News and Opinion from Sisters, Oregon
It started with a feeling of general malaise, or a feeling of lacking motivation.
After not seeing a doctor for a number of years, I finally, with the not-so-gentle persuasion of my wife, Katie, made an appointment to see a doctor.
After some blood work, a general exam, and interview, I was diagnosed with prostatitis, and low T. The doctor wrote a scrip for an antibiotic, and gave me a hormone shot with the idea that I would go on hormone replacement later.
A couple of weeks later, I was not responding to the antibiotics, and had noticed some blood in my stool, which can be a side-effect of taking a broad-spectrum antibiotic. At my next appointment I told the doctor this, so he decided to do a rectal exam.
As soon as the exam started, I knew something was wrong. It hurt, really bad. I've had enough of these damn things to last me a lifetime so I knew something was up. I asked if the prostate felt normal, he said he couldn't feel it as there was a mass in the way. He tried to explain it away as a possible this, or a possible that. I asked him how big it felt. When he said "golf ball," I bowed my head and my heart sank to the floor.
Having been to this rodeo twice before, I knew this wasn't good.
A call was made to a gastroenterologist and an appointment was scheduled for the next day. As I drove back to work, all I could think of was "not again!" I was in a state of disbelief; I couldn't believe this was happening to me. My previous tumors had been dime- and quarter-sized, and were very early stage. This one being the diameter of a golf ball, changed the game this time.
The appointment with the gastroenterologist and a follow-up biopsy several days later confirmed the worst: I had stage-two anal cancer.
The tragedy in this, of which there are many, is that this cancer is totally unrelated to my previous cancers. I couldn't comprehend this at first. If it's not related, why the hell am I getting it again, and why am I getting it again in my lower GI? Fate I guess, had decided to deal me another crap hand, and told me to "deal with it."
Many consultations, scans, exams, and blood draws later, it was determined that this stage-two cancer was curable; not my words, but the doctors.
I found this quite encouraging of course.

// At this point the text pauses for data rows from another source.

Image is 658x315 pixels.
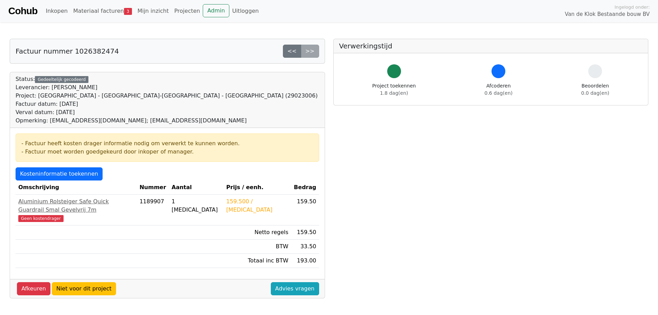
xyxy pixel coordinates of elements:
div: 159.500 / [MEDICAL_DATA] [226,197,288,214]
th: Aantal [169,180,224,194]
div: Factuur datum: [DATE] [16,100,318,108]
span: 0.6 dag(en) [485,90,513,96]
div: Leverancier: [PERSON_NAME] [16,83,318,92]
div: Status: [16,75,318,125]
a: Afkeuren [17,282,50,295]
div: Verval datum: [DATE] [16,108,318,116]
th: Omschrijving [16,180,137,194]
td: Netto regels [224,225,291,239]
a: Inkopen [43,4,70,18]
div: Project toekennen [372,82,416,97]
td: 1189907 [137,194,169,225]
div: - Factuur heeft kosten drager informatie nodig om verwerkt te kunnen worden. [21,139,313,148]
a: Advies vragen [271,282,319,295]
th: Prijs / eenh. [224,180,291,194]
a: Mijn inzicht [135,4,172,18]
td: 33.50 [291,239,319,254]
th: Bedrag [291,180,319,194]
td: 193.00 [291,254,319,268]
a: Cohub [8,3,37,19]
span: Ingelogd onder: [615,4,650,10]
a: Projecten [171,4,203,18]
div: 1 [MEDICAL_DATA] [172,197,221,214]
div: Aluminium Rolsteiger Safe Quick Guardrail Smal Gevelvrij 7m [18,197,134,214]
span: Van de Klok Bestaande bouw BV [565,10,650,18]
td: Totaal inc BTW [224,254,291,268]
h5: Verwerkingstijd [339,42,643,50]
td: 159.50 [291,194,319,225]
span: Geen kostendrager [18,215,64,222]
a: Uitloggen [229,4,262,18]
a: Admin [203,4,229,17]
span: 0.0 dag(en) [581,90,609,96]
td: 159.50 [291,225,319,239]
div: - Factuur moet worden goedgekeurd door inkoper of manager. [21,148,313,156]
a: Materiaal facturen3 [70,4,135,18]
th: Nummer [137,180,169,194]
h5: Factuur nummer 1026382474 [16,47,119,55]
div: Opmerking: [EMAIL_ADDRESS][DOMAIN_NAME]; [EMAIL_ADDRESS][DOMAIN_NAME] [16,116,318,125]
a: Niet voor dit project [52,282,116,295]
div: Afcoderen [485,82,513,97]
td: BTW [224,239,291,254]
a: Aluminium Rolsteiger Safe Quick Guardrail Smal Gevelvrij 7mGeen kostendrager [18,197,134,222]
span: 3 [124,8,132,15]
div: Project: [GEOGRAPHIC_DATA] - [GEOGRAPHIC_DATA]-[GEOGRAPHIC_DATA] - [GEOGRAPHIC_DATA] (29023006) [16,92,318,100]
a: Kosteninformatie toekennen [16,167,103,180]
span: 1.8 dag(en) [380,90,408,96]
div: Gedeeltelijk gecodeerd [35,76,88,83]
a: << [283,45,301,58]
div: Beoordelen [581,82,609,97]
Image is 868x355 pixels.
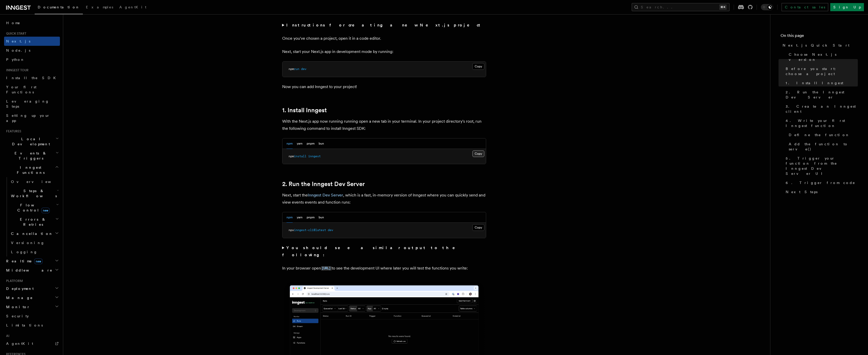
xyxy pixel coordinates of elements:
[4,295,33,301] span: Manage
[783,116,858,130] a: 4. Write your first Inngest function
[6,113,50,123] span: Setting up your app
[719,4,726,10] kbd: ⌘K
[282,192,486,206] p: Next, start the , which is a fast, in-memory version of Inngest where you can quickly send and vi...
[786,181,855,186] span: 6. Trigger from code
[9,201,60,215] button: Flow Controlnew
[11,250,37,254] span: Logging
[282,181,365,188] a: 2. Run the Inngest Dev Server
[289,67,294,71] span: npm
[282,244,486,259] summary: You should see a similar output to the following:
[4,163,60,177] button: Inngest Functions
[83,2,116,14] a: Examples
[472,63,484,70] button: Copy
[328,229,333,232] span: dev
[4,151,55,161] span: Events & Triggers
[287,212,293,223] button: npm
[6,58,25,61] span: Python
[318,139,324,149] button: bun
[4,284,60,294] button: Deployment
[6,20,20,26] span: Home
[289,154,294,158] span: npm
[4,73,60,83] a: Install the SDK
[9,248,60,257] a: Logging
[4,257,60,266] button: Realtimenew
[783,78,858,88] a: 1. Install Inngest
[4,55,60,64] a: Python
[282,48,486,55] p: Next, start your Next.js app in development mode by running:
[116,2,149,14] a: AgentKit
[4,18,60,27] a: Home
[4,279,23,283] span: Platform
[4,294,60,302] button: Manage
[297,212,303,223] button: yarn
[282,107,327,114] a: 1. Install Inngest
[41,208,50,214] span: new
[35,2,83,15] a: Documentation
[321,266,332,271] a: [URL]
[294,67,299,71] span: run
[4,97,60,111] a: Leveraging Steps
[786,104,858,114] span: 3. Create an Inngest client
[9,231,53,236] span: Cancellation
[782,43,850,48] span: Next.js Quick Start
[307,212,315,223] button: pnpm
[6,314,29,318] span: Security
[783,102,858,116] a: 3. Create an Inngest client
[86,5,113,9] span: Examples
[787,140,858,154] a: Add the function to serve()
[9,238,60,248] a: Versioning
[119,5,146,9] span: AgentKit
[783,178,858,187] a: 6. Trigger from code
[294,229,326,232] span: inngest-cli@latest
[4,286,34,291] span: Deployment
[6,76,59,80] span: Install the SDK
[4,302,60,312] button: Monitor
[9,203,56,213] span: Flow Control
[4,177,60,257] div: Inngest Functions
[308,193,343,197] a: Inngest Dev Server
[786,66,858,77] span: Before you start: choose a project
[287,139,293,149] button: npm
[294,154,307,158] span: install
[4,149,60,163] button: Events & Triggers
[9,186,60,201] button: Steps & Workflows
[782,3,828,11] a: Contact sales
[789,52,858,62] span: Choose Next.js version
[318,212,324,223] button: bun
[4,312,60,321] a: Security
[282,265,486,272] p: In your browser open to see the development UI where later you will test the functions you write:
[9,229,60,238] button: Cancellation
[308,154,321,158] span: inngest
[4,83,60,97] a: Your first Functions
[282,22,486,29] summary: Instructions for creating a new Next.js project
[4,268,53,273] span: Middleware
[11,241,45,245] span: Versioning
[37,5,80,9] span: Documentation
[786,81,843,86] span: 1. Install Inngest
[4,136,55,146] span: Local Development
[783,187,858,197] a: Next Steps
[6,342,33,346] span: AgentKit
[9,217,55,227] span: Errors & Retries
[4,46,60,55] a: Node.js
[786,190,818,195] span: Next Steps
[4,129,21,134] span: Features
[4,31,26,36] span: Quick start
[632,3,730,11] button: Search...⌘K
[297,139,303,149] button: yarn
[6,49,30,53] span: Node.js
[282,83,486,91] p: Now you can add Inngest to your project!
[4,321,60,330] a: Limitations
[781,32,858,41] h4: On this page
[4,339,60,348] a: AgentKit
[11,180,63,184] span: Overview
[781,41,858,50] a: Next.js Quick Start
[4,165,55,175] span: Inngest Functions
[783,88,858,102] a: 2. Run the Inngest Dev Server
[6,324,43,328] span: Limitations
[787,50,858,64] a: Choose Next.js version
[4,334,10,338] span: AI
[4,259,43,264] span: Realtime
[783,154,858,178] a: 5. Trigger your function from the Inngest Dev Server UI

I delved into the Internet world of information to find that stage-two anal cancers leave their victims with only a 65-75 percent chance of being around five years later.
I continued to research the treatment I was going to get and found it to be the gold standard, with a high rate of success.
Five-and-a-half weeks of radiation and two weeks of chemotherapy were all that was needed to eradicate this enemy growing inside me.
Terrific.
I was given the talk about side-effects and other horrible things I could expect during and after treatment.
Having had this treatment before, I wasn't too concerned.
Big mistake.
Meanwhile, Katie picked up the ball and totally ran with it. She drove me to my appointments, and took over all of the household duties I could no longer do as treatment progressed. She was my advocate when I was on so many pain medications that I wasn't sure what day it was. I can't imagine the toll all of this has taken on her. She has had to work full-time, take care of me, the house, the animals, everything, while I went through treatment and recovery.
Treatment this time around was unlike the one previously.
I mean it started out the same, but about four weeks into it, I could tell this was different.
The side-effects became far more severe.
My lower pelvic area was basically cooked.
Everything in that area no longer felt or worked the same.
The pain became excruciating.
Fatigue started to set in, a fatigue I've never experienced.
I could no longer sleep through the night, though.
I was getting up every 45 minutes for several weeks.
The basic job of personal hygiene became a huge ordeal.
Going to bed at night was oddly the worst.
I was almost too tired to get out of my chair just so I could take out my contacts, brush my teeth, and go to the bathroom before crawling into bed.
I'm now six weeks out from treatment. The doctors are happy with my progress, I am not. I am still tired, I still have to go to the bathroom far too often. I am slowly weaning myself off of opioids, which were great for pain relief, but are not so good when you no longer need them. They are very addicting and I now feel like a junkie trying to get off the stuff.
So here I find myself, with an excellent short-term prognosis, and an uncertain long-term future. It makes you look at things differently. You wonder how many Christmases you have left. Will I have enough time to do the things I've always wanted to do? Hell, will I even make it to retirement? When you're 40, the end is far enough out there, you don't think about these things. When your mortality is staring you square in the face you find yourself thinking about death far more often than is probably
healthy.
I want to be healthy, I want to put this behind me, I want to live like I did before, with the knowledge that I've had cancer, but I don't let it rule the way I live. I don't know that I'll ever feel that way again. This hangs over me like a dark cloud that just never goes
away.
What I wouldn't give to be me again.